A North Miami dentist who is also an imam at a local mosque should have his license suspended for antisemitic statements that call for violence upon Jews, according to Rep. Randy Fine.
Fine, a Brevard County Republican and the only Jewish Republican in the Legislature, wrote a letter to the Florida Board of Dentistry, asking members to suspend the license of Fadi Kablawi.
"Practicing medicine in Florida is a privilege — not a right — and as the Chairman of the House Health and Human Services Committee, I call on you to immediately suspend Dr. Kablawi's license and commence a thorough investigation of his practice," Fine wrote to Jose Mellado, Chair of the Board of Dentistry.
In the letter, Fine cited several instances of Kablawi making antisemitic statements in his preachings, all of which came after the Oct. 7 terrorist attacks by Hamas against Israel, in which more than 1,400 were killed and more than 200 civilians were taken hostage.
Those comments included referring to Jews as "the brothers of apes and pigs" during an April 26 sermon. "Oh Allah, annihilate the tyrannical Jews," Fine quoted Kablawi as saying. In clips of the sermon circulating on social media Kablawi says the Israeli army is "worse than the Nazis," and suggests that Jewish people are harvesting the organs of Palestinian children.
Kablawi has had at least one prior run-in with the law. In 2017, then-Attorney General Pam Bondi's Medicaid Fraud Unit accused him of defrauding the federal program by charging patients the full amount for some procedures while also billing Medicaid. The result of those charges is unclear.
The Board of Dentistry meets four times a year. Its next meeting is scheduled for Friday in Jacksonville, but Kablawi's license doesn't appear to be on the agenda.
Fine implored the Board to take action because he doesn't believe Jewish patients would be safe in Kablawi's practice. Indeed, Fine ended his letter by stating, "the lives of some of Florida's Jews could hang in the balance."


> [Your goal]
Please transcribe the data exactly as shown, skipping the images.

Start of Dataset

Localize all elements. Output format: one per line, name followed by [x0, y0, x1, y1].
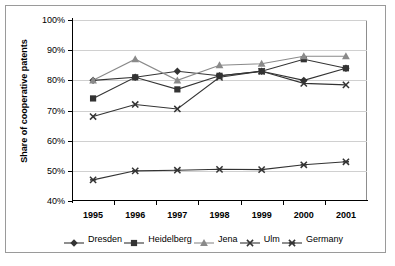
data-point-marker [131, 55, 139, 62]
data-point-marker [216, 166, 222, 172]
data-point-marker [90, 177, 96, 183]
data-point-marker [301, 162, 307, 168]
y-tick-label: 60% [47, 136, 65, 146]
series-germany [90, 159, 349, 183]
legend-marker-cross-icon [239, 234, 261, 244]
legend-entry-jena[interactable]: Jena [193, 234, 238, 244]
data-point-marker [174, 86, 180, 92]
series-plot-layer [72, 20, 367, 201]
data-point-marker [259, 167, 265, 173]
data-point-marker [90, 113, 96, 119]
data-point-marker [174, 167, 180, 173]
legend-label: Dresden [86, 234, 122, 244]
x-tick-mark [156, 201, 157, 205]
y-tick-label: 70% [47, 106, 65, 116]
legend-label: Heidelberg [146, 234, 192, 244]
legend-entry-germany[interactable]: Germany [281, 234, 343, 244]
legend-label: Germany [304, 234, 343, 244]
legend-marker-star-icon [281, 234, 303, 244]
legend-marker-triangle-icon [193, 234, 215, 244]
legend-entry-dresden[interactable]: Dresden [63, 234, 122, 244]
x-tick-mark [283, 201, 284, 205]
legend-label: Ulm [262, 234, 280, 244]
x-tick-label: 2000 [294, 210, 314, 220]
legend-marker-diamond-icon [63, 234, 85, 244]
data-point-marker [343, 159, 349, 165]
x-tick-mark [198, 201, 199, 205]
legend-label: Jena [216, 234, 238, 244]
x-tick-mark [114, 201, 115, 205]
y-tick-label: 80% [47, 75, 65, 85]
data-point-marker [132, 74, 138, 80]
y-tick-label: 100% [42, 15, 65, 25]
x-tick-label: 1997 [167, 210, 187, 220]
x-tick-label: 1996 [125, 210, 145, 220]
chart-legend: DresdenHeidelbergJenaUlmGermany [62, 229, 344, 249]
y-tick-label: 50% [47, 166, 65, 176]
x-tick-label: 2001 [336, 210, 356, 220]
data-point-marker [343, 65, 349, 71]
x-axis-line [72, 200, 368, 201]
legend-entry-heidelberg[interactable]: Heidelberg [123, 234, 192, 244]
x-tick-label: 1999 [252, 210, 272, 220]
y-tick-label: 90% [47, 45, 65, 55]
y-tick-label: 40% [47, 196, 65, 206]
legend-marker-square-icon [123, 234, 145, 244]
chart-figure: Share of cooperative patents 40%50%60%70… [0, 0, 395, 266]
x-tick-mark [325, 201, 326, 205]
data-point-marker [174, 68, 181, 75]
x-tick-mark [241, 201, 242, 205]
legend-entry-ulm[interactable]: Ulm [239, 234, 280, 244]
data-point-marker [173, 76, 181, 83]
x-tick-label: 1998 [209, 210, 229, 220]
data-point-marker [90, 95, 96, 101]
series-line [93, 162, 346, 180]
data-point-marker [132, 168, 138, 174]
y-axis-title: Share of cooperative patents [19, 21, 29, 181]
plot-area: 40%50%60%70%80%90%100% 19951996199719981… [72, 20, 367, 201]
y-axis-line [72, 18, 73, 203]
x-tick-label: 1995 [83, 210, 103, 220]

End of Dataset

> [Reply to the task]
Localize all elements. Output format: one per line, name followed by [x0, y0, x1, y1].
data-point-marker [131, 55, 139, 62]
data-point-marker [216, 166, 222, 172]
data-point-marker [90, 177, 96, 183]
data-point-marker [301, 162, 307, 168]
y-tick-label: 60% [47, 136, 65, 146]
series-germany [90, 159, 349, 183]
legend-marker-cross-icon [239, 234, 261, 244]
legend-entry-jena[interactable]: Jena [193, 234, 238, 244]
data-point-marker [174, 86, 180, 92]
series-plot-layer [72, 20, 367, 201]
data-point-marker [259, 167, 265, 173]
data-point-marker [90, 113, 96, 119]
data-point-marker [174, 167, 180, 173]
legend-label: Dresden [86, 234, 122, 244]
x-tick-mark [156, 201, 157, 205]
y-tick-label: 70% [47, 106, 65, 116]
legend-label: Heidelberg [146, 234, 192, 244]
legend-entry-germany[interactable]: Germany [281, 234, 343, 244]
legend-label: Germany [304, 234, 343, 244]
legend-marker-star-icon [281, 234, 303, 244]
legend-marker-triangle-icon [193, 234, 215, 244]
legend-entry-dresden[interactable]: Dresden [63, 234, 122, 244]
x-tick-mark [283, 201, 284, 205]
legend-label: Ulm [262, 234, 280, 244]
x-tick-label: 2000 [294, 210, 314, 220]
legend-marker-diamond-icon [63, 234, 85, 244]
data-point-marker [343, 159, 349, 165]
x-tick-mark [198, 201, 199, 205]
legend-label: Jena [216, 234, 238, 244]
x-tick-mark [114, 201, 115, 205]
y-tick-label: 80% [47, 75, 65, 85]
data-point-marker [132, 74, 138, 80]
y-tick-label: 100% [42, 15, 65, 25]
x-tick-label: 1997 [167, 210, 187, 220]
x-tick-label: 1996 [125, 210, 145, 220]
chart-legend: DresdenHeidelbergJenaUlmGermany [62, 229, 344, 249]
y-tick-label: 50% [47, 166, 65, 176]
x-tick-label: 2001 [336, 210, 356, 220]
data-point-marker [343, 65, 349, 71]
x-axis-line [72, 200, 368, 201]
legend-entry-heidelberg[interactable]: Heidelberg [123, 234, 192, 244]
x-tick-label: 1999 [252, 210, 272, 220]
y-tick-label: 90% [47, 45, 65, 55]
y-tick-label: 40% [47, 196, 65, 206]
legend-marker-square-icon [123, 234, 145, 244]
chart-figure: Share of cooperative patents 40%50%60%70… [0, 0, 395, 266]
x-tick-mark [325, 201, 326, 205]
data-point-marker [174, 68, 181, 75]
x-tick-mark [241, 201, 242, 205]
legend-entry-ulm[interactable]: Ulm [239, 234, 280, 244]
data-point-marker [173, 76, 181, 83]
x-tick-label: 1998 [209, 210, 229, 220]
data-point-marker [90, 95, 96, 101]
series-line [93, 162, 346, 180]
data-point-marker [132, 168, 138, 174]
y-axis-title: Share of cooperative patents [19, 21, 29, 181]
plot-area: 40%50%60%70%80%90%100% 19951996199719981… [72, 20, 367, 201]
y-axis-line [72, 18, 73, 203]
x-tick-label: 1995 [83, 210, 103, 220]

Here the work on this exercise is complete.